“Oh, if anything should happen to him?” said Kate, with sudden agitation.
“We must just trust him to the great Keeper,” said Mrs. Murray, quietly, “in Whose keeping all are safe whether there or here.”
Then going to her valise, she took out a letter and handed it to Kate, saying: “That's his last to me. You can look at it, Kate.”
Kate took the letter and put it in her desk. “I think, perhaps, we had better go down now,” she said; “I expect Colonel Thorp has come. I think you will like him. He seems a little rough, but he is a gentleman, and has a true heart,” and they went downstairs.

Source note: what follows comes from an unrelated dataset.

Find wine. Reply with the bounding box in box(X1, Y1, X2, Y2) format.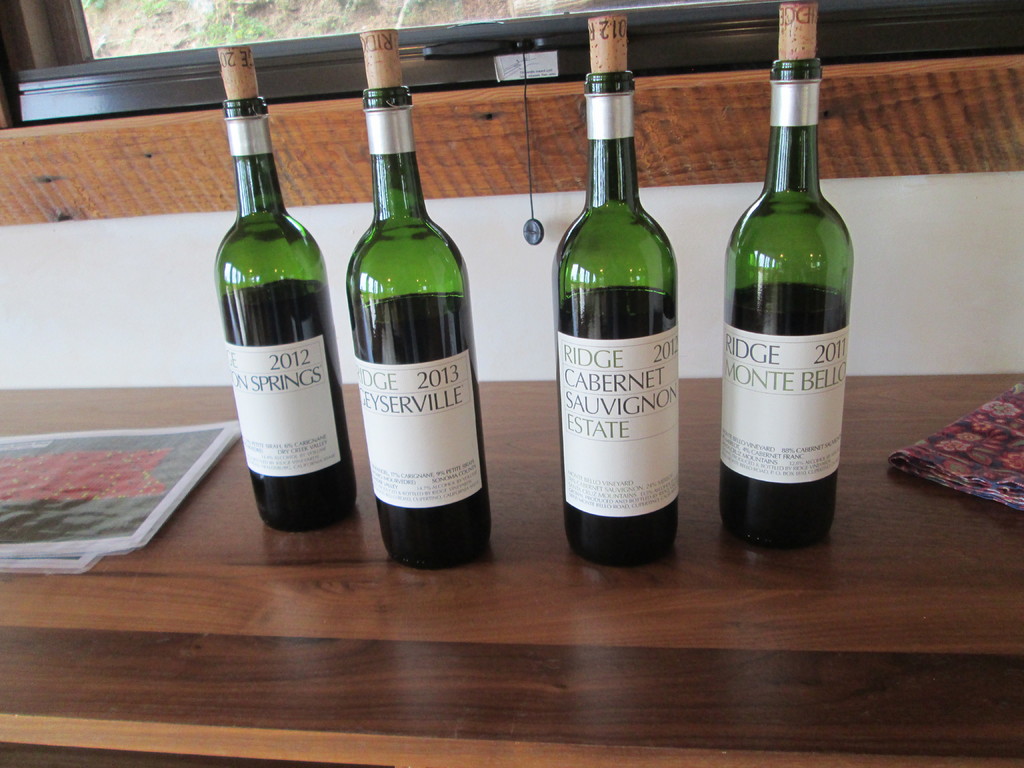
box(217, 278, 358, 532).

It is the mark of a gentleman to know his kind. He has an instinct for what is fine and offers ready homage to what is worthy. Any one observing Colonel Thorp's manner of receiving Mrs. Murray would have known him at once for a gentleman, for when that little lady came into the drawing-room, dressed in her decent silk gown, with soft white lace at her throat, bearing herself with sweet dignity, and stepping with dainty grace on her toes, after the manner of the fine ladies of the old school, and not after the flat-footed, heel-first modern style, the colonel abandoned his usual careless manner and rose and stood rigidly at attention.
“Auntie, this is my friend, Colonel Thorp,” said Kate.
“Proud to know you madam,” said the colonel, with his finest military bow.
“And I am glad to meet Colonel Thorp; I have heard so much of him through my friends,” and she smiled at him with such genuine kindliness that the gallant colonel lost his heart at once.
“Your friends have been doing me proud,” he said, bowing to her and then to Kate.
“Oh, you needn't look at me,” said Kate; “you don't imagine I have been saying nice things about you? She has other friends that think much of you.”